Captive Interest High At RIMS

By Caroline McDonald

NU Online News Service, April 22, 10:26 a.m. EST, New Orleans?Exhibitors representing captive domiciles at the Risk and Insurance Management Society's annual conference reported business was brisk, thanks to rapidly hardening prices for property, workers' comp and other commercial insurance lines.

Len Crouse, director of captive insurance for the Vermont Department of Banking and Securities, said here last week that at least 30 meeting attendees stopped by the Vermont booth to discuss establishing a captive. Of those, "as many as 20″ could end up forming captives, he said.

"A lot of people are coming in after attending captive sessions. The interest is really high," thanks in large part to the hard market, Mr. Crouse said.

At a fully-attended RIMS session on captive basics, Mr. Crouse said that one-third reported having captives and two-thirds didn't. Of those that didn't, he said, most raised their hands when asked if they were interested in forming a captive.

"You know what's amazing?" he continued. "When I look around here, I see some of the largest insurance companies in the world" now including captive management in the services they offer. As for intermediaries, he said, "even 12 years ago you didn't have brokers talking captives. If a customer 12 years ago asked a broker about a captive they'd tell them. But now it's an arm of their business."

Mr. Crouse concluded that his state "could very well do 50 captives this year; something I thought I would never say."

Mr. Crouse said the reason given for wanting to form a captive is mostly terrorism-related, high-cost commercial property coverage. "But along with property, everything else went up, too," he added, "but not as drastically. So they'll bring in their property but they'll also bring in their [workers'] comp, their general liability, their traditional lines."

How long the insurance market will remain hard is anybody's guess, he said. Although insurance cycles were previously seven years, "whether or not this market will stay hard for that long, I don't know. Most people are saying the capacity is out there, so somebody is going to start lowering their prices. And when someone does it, they're all going to do it, so we could be back to a softer market before we know it," he said.

Kevin Doherty, president of the Georgia Captive Association, which exhibited at the RIMS conference for the second year, noted that Georgia could license as many as four captives as a result of inquiries at their exhibit booth. Interested organizations, he said, were either located in Georgia, or had "some interest in Georgia."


What you will do
Select all lines in the records that include "maxillary".

- - - -

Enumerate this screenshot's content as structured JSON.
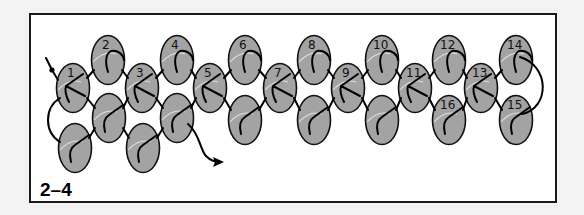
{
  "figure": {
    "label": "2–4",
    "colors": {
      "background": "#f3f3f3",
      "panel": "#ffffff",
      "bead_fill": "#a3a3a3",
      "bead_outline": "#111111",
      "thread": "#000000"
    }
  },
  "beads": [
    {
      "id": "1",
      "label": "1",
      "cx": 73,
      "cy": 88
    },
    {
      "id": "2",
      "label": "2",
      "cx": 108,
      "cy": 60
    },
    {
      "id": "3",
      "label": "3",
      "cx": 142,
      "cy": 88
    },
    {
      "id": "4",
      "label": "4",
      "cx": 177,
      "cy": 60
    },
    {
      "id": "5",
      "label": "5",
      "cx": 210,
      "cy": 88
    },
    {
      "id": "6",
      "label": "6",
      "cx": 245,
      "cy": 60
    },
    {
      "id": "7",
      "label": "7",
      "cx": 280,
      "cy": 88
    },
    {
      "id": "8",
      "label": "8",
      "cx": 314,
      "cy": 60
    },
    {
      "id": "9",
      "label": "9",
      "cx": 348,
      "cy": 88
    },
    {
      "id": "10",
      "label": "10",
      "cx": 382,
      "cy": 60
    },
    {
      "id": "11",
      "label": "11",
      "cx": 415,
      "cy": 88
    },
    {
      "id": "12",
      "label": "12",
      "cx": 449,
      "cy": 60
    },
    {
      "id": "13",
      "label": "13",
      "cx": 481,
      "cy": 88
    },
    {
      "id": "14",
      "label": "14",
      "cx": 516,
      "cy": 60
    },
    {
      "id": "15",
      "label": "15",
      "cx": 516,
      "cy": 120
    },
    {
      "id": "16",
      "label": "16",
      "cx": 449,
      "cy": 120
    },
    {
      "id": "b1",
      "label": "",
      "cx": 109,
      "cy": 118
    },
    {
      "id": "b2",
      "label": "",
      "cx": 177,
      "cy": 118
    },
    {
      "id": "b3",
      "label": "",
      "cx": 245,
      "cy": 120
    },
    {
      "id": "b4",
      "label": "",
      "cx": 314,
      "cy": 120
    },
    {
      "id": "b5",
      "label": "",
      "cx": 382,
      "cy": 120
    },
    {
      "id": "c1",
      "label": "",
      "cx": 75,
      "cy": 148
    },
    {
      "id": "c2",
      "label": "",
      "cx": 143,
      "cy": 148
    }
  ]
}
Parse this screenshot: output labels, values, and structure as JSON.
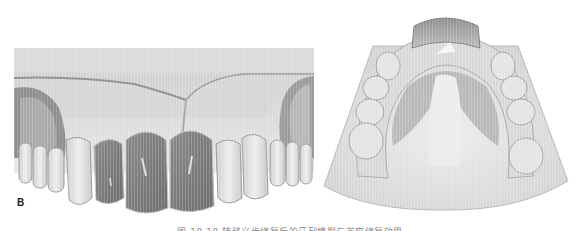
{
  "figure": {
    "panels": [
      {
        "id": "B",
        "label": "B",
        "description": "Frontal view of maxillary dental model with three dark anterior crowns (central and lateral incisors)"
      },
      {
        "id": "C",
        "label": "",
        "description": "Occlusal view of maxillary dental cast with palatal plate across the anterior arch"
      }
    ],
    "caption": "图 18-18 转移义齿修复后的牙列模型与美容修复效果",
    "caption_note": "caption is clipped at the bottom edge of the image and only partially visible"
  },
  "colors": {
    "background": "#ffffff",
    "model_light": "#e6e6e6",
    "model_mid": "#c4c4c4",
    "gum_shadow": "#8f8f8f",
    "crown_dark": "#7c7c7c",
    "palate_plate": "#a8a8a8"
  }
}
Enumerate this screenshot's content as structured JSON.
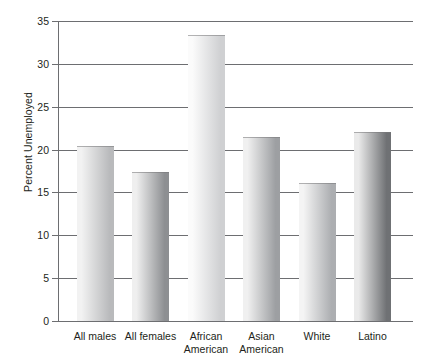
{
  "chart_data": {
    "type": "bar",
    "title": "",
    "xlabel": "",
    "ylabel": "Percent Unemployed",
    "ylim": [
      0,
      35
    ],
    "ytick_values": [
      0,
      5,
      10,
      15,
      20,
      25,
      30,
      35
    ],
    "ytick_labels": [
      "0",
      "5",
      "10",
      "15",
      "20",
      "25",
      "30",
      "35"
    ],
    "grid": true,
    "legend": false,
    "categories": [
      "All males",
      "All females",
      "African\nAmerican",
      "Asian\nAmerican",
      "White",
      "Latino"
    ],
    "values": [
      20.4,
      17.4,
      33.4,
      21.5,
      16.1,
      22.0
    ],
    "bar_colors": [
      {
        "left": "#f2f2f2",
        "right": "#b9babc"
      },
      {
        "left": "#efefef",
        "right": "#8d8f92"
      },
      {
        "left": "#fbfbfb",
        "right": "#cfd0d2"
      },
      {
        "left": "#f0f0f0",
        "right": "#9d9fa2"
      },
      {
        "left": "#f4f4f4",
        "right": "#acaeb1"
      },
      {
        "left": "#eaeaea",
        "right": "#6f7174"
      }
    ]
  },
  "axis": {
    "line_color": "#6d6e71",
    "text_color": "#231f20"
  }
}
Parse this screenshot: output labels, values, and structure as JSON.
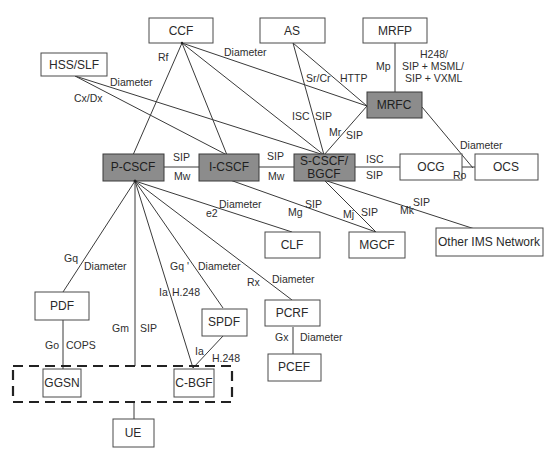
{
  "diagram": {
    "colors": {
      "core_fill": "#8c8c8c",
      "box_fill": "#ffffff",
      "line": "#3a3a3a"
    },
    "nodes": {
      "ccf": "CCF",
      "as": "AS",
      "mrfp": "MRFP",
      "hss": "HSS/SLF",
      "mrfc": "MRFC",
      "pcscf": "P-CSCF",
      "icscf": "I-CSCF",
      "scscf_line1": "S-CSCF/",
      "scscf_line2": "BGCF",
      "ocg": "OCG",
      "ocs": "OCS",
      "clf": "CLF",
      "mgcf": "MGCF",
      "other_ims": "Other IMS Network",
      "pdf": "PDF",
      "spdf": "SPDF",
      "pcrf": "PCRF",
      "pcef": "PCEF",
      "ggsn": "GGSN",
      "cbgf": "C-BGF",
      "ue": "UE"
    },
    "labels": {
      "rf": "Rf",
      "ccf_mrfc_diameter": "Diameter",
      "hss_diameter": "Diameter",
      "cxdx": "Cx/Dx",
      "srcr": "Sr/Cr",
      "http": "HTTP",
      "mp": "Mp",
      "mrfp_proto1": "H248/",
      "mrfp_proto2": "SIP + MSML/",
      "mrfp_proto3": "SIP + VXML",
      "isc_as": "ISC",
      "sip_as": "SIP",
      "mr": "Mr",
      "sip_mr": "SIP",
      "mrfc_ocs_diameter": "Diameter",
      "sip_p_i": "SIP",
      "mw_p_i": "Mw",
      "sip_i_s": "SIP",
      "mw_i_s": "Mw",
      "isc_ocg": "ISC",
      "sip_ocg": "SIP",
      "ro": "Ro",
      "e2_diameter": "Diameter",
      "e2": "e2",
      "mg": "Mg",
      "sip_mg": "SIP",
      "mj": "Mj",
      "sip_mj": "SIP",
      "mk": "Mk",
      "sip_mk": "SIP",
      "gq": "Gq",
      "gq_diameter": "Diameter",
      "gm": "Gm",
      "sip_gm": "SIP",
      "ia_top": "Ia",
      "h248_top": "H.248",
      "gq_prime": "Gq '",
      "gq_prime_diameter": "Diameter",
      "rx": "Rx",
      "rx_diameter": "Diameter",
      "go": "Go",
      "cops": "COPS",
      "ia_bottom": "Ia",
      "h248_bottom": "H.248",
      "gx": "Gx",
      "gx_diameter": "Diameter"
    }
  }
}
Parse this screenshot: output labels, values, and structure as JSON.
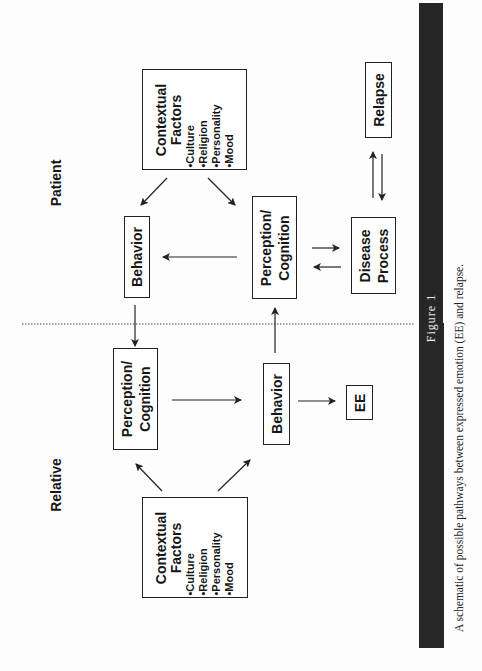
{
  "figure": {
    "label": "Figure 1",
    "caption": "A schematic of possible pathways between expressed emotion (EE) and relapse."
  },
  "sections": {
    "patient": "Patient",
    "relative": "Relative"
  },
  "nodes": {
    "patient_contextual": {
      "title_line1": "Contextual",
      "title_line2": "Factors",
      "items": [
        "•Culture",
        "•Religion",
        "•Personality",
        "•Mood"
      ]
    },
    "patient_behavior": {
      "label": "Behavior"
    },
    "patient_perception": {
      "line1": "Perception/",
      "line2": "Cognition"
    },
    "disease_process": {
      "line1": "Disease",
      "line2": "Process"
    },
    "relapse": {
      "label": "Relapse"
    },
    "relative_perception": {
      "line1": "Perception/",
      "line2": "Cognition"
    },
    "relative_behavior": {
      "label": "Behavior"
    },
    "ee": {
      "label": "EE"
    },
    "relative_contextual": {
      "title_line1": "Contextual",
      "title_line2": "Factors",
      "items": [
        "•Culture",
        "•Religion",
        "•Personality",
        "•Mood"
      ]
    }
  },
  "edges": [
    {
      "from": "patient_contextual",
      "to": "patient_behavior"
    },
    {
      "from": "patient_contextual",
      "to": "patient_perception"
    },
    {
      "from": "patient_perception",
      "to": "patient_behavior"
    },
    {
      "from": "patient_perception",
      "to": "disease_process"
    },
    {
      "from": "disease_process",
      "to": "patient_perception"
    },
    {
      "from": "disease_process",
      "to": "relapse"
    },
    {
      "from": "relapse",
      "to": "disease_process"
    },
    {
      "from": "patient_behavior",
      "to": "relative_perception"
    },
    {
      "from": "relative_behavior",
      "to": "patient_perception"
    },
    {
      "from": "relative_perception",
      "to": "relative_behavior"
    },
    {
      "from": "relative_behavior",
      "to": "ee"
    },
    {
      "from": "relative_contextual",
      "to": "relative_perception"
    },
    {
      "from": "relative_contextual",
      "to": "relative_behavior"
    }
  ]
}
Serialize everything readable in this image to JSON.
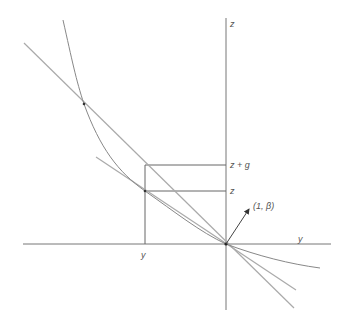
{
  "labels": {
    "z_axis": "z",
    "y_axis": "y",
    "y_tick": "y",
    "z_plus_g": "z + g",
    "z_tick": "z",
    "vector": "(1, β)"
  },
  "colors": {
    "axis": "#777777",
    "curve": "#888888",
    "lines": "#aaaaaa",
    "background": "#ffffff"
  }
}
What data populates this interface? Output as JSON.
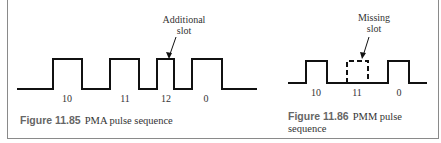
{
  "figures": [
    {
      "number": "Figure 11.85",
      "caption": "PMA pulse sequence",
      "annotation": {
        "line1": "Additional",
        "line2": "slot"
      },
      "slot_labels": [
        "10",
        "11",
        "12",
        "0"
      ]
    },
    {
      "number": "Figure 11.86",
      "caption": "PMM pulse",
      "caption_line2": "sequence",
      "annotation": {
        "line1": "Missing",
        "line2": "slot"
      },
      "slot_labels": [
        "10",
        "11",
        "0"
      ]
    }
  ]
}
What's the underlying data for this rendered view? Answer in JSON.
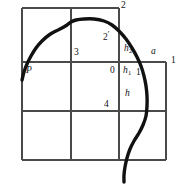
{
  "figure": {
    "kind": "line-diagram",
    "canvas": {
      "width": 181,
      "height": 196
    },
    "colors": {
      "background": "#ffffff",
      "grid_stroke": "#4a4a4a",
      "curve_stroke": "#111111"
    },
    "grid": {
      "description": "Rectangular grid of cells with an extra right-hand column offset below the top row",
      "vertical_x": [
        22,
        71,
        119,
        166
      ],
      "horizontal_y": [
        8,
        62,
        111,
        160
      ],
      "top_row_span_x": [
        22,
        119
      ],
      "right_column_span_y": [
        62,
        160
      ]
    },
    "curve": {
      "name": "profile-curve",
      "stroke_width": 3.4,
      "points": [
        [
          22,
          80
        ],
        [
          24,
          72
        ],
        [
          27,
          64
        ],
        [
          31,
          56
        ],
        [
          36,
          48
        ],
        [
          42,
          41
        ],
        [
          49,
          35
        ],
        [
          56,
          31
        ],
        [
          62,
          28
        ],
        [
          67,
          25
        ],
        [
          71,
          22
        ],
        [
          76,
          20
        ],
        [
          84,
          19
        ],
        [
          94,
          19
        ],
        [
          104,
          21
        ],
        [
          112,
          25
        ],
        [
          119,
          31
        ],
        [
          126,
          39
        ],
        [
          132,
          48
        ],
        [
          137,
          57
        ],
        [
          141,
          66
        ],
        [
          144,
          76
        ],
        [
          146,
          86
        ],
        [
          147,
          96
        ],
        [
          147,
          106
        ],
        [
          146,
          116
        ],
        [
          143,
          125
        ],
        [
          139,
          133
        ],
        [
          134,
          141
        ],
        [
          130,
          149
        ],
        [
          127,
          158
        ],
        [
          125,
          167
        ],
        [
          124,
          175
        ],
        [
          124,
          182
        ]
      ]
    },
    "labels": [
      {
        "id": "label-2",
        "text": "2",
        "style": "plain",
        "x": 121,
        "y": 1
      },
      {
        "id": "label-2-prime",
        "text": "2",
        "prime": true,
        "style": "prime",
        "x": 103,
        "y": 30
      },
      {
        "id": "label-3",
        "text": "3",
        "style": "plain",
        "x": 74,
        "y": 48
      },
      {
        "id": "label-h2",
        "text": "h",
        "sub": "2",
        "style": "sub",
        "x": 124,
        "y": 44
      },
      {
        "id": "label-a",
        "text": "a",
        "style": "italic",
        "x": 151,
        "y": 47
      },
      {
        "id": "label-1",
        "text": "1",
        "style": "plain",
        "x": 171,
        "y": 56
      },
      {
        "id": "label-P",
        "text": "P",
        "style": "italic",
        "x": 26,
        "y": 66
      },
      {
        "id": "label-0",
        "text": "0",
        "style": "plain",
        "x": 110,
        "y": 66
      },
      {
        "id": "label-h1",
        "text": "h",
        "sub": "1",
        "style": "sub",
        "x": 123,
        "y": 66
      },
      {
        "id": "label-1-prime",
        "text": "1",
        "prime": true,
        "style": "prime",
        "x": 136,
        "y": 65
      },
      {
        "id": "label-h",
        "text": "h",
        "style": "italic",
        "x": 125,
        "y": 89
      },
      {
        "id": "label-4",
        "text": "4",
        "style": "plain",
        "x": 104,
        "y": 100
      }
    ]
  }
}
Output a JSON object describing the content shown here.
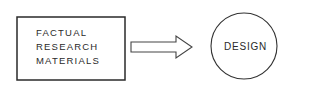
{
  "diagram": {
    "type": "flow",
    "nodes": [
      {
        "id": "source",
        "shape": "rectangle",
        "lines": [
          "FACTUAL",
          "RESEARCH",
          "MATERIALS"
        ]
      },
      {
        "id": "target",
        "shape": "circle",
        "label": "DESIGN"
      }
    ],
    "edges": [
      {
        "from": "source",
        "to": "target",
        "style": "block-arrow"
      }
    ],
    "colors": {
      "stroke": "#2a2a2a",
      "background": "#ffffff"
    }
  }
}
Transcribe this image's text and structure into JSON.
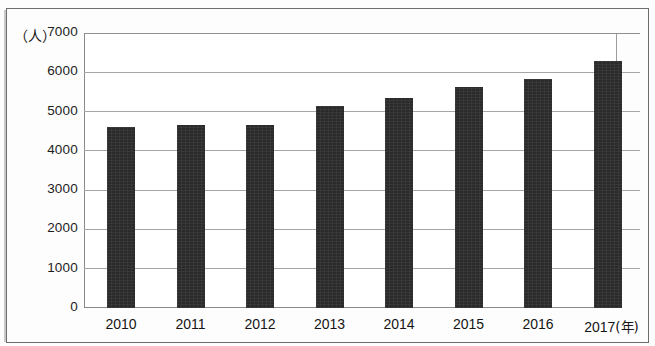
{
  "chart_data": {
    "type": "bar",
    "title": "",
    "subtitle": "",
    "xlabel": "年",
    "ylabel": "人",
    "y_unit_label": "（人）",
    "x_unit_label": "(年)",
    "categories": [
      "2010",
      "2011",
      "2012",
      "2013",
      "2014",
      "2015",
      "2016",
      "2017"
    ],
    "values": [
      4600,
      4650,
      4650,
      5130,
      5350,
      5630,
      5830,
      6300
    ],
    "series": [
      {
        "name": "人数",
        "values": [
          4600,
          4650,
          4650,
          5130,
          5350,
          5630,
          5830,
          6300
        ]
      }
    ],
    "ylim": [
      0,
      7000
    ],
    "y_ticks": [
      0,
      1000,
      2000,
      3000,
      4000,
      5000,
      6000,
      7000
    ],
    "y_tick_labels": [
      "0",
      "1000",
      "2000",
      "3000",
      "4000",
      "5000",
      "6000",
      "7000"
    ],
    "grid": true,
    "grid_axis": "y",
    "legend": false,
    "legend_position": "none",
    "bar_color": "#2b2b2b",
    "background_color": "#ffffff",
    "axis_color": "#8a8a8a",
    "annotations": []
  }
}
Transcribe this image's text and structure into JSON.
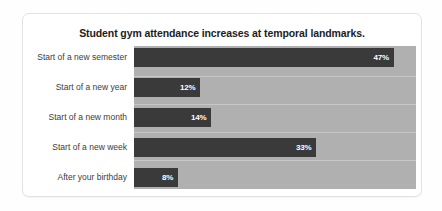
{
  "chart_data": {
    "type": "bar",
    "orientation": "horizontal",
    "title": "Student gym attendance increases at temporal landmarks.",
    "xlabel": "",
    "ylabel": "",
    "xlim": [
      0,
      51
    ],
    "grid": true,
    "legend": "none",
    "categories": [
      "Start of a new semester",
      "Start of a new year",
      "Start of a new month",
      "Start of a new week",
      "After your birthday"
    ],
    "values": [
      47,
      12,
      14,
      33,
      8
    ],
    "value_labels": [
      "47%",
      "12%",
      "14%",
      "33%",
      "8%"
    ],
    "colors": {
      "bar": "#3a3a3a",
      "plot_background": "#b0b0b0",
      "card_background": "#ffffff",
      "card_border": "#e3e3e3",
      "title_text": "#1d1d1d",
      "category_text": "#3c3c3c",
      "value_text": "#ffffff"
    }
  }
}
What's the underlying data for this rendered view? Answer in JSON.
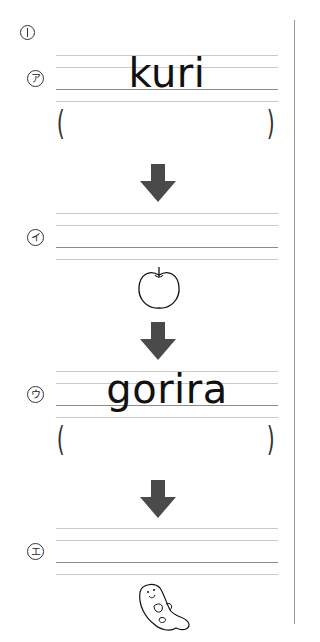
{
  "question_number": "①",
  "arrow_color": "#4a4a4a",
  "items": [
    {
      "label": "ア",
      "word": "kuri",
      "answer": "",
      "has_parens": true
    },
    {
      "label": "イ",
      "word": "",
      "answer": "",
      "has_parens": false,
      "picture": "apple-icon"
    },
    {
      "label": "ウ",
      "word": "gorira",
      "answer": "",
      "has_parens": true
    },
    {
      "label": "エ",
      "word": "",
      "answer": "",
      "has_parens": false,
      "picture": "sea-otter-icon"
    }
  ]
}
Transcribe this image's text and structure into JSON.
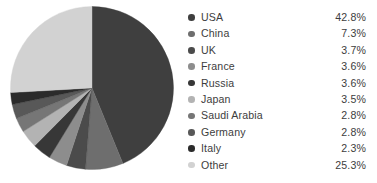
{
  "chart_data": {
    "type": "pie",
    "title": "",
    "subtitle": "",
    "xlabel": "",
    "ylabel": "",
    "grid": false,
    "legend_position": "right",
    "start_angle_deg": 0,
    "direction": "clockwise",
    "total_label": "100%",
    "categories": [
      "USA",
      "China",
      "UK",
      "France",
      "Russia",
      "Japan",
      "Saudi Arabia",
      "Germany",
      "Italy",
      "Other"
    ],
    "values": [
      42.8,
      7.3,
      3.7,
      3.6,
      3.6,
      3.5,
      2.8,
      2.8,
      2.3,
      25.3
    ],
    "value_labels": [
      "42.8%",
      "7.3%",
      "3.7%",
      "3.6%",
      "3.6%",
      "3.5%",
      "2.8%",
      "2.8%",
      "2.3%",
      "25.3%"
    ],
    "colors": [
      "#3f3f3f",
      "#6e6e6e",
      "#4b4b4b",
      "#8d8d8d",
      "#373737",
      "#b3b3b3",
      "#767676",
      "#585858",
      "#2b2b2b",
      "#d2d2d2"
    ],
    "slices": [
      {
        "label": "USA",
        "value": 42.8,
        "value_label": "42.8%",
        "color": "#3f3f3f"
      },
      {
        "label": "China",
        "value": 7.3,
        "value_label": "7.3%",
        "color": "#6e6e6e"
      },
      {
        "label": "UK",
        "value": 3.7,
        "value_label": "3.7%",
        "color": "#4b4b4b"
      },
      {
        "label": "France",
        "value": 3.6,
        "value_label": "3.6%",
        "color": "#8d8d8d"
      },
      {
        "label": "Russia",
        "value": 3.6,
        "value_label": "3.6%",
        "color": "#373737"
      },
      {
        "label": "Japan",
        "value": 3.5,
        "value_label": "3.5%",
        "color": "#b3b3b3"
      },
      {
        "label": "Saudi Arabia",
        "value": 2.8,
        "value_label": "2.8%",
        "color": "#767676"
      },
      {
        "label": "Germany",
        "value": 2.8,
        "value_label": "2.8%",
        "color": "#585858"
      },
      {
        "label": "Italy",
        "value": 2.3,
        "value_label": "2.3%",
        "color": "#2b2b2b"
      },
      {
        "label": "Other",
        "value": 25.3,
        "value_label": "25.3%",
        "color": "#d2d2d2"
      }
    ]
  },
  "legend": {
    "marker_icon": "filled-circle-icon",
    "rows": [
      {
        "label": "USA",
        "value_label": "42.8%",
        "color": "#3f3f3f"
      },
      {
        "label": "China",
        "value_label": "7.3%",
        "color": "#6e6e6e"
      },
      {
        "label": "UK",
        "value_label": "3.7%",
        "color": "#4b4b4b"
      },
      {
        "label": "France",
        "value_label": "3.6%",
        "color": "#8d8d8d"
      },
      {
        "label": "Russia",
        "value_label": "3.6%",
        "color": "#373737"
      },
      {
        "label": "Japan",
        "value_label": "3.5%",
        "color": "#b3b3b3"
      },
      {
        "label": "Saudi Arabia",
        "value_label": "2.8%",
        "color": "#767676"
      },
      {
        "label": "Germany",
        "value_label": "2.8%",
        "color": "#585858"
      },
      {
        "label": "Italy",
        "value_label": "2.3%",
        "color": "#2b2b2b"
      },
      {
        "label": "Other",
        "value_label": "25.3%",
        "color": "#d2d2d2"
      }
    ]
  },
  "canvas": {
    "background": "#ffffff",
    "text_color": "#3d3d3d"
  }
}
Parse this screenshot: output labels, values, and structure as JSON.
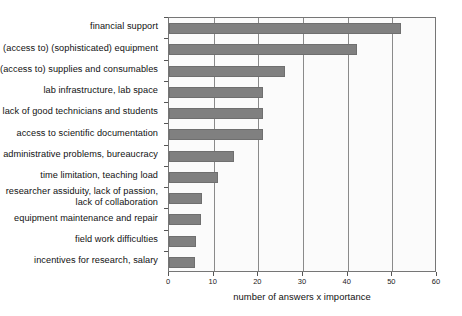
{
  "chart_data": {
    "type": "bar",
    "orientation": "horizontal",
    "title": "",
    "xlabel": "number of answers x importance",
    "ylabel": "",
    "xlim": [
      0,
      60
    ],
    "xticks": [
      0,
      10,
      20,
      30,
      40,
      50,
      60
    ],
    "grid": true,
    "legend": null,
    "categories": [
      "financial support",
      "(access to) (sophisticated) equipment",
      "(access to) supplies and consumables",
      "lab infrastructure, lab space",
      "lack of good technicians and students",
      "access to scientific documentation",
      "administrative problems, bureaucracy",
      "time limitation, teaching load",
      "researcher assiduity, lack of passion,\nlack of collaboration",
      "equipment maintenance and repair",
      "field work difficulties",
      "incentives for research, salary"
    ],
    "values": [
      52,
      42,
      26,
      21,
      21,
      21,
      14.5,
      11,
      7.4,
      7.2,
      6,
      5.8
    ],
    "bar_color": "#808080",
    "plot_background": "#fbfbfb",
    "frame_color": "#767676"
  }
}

- - - -

Response box
        "description": "Frontal view of maxillary dental model with three dark anterior crowns (central and lateral incisors)"
        "description": "Occlusal view of maxillary dental cast with palatal plate across the anterior arch"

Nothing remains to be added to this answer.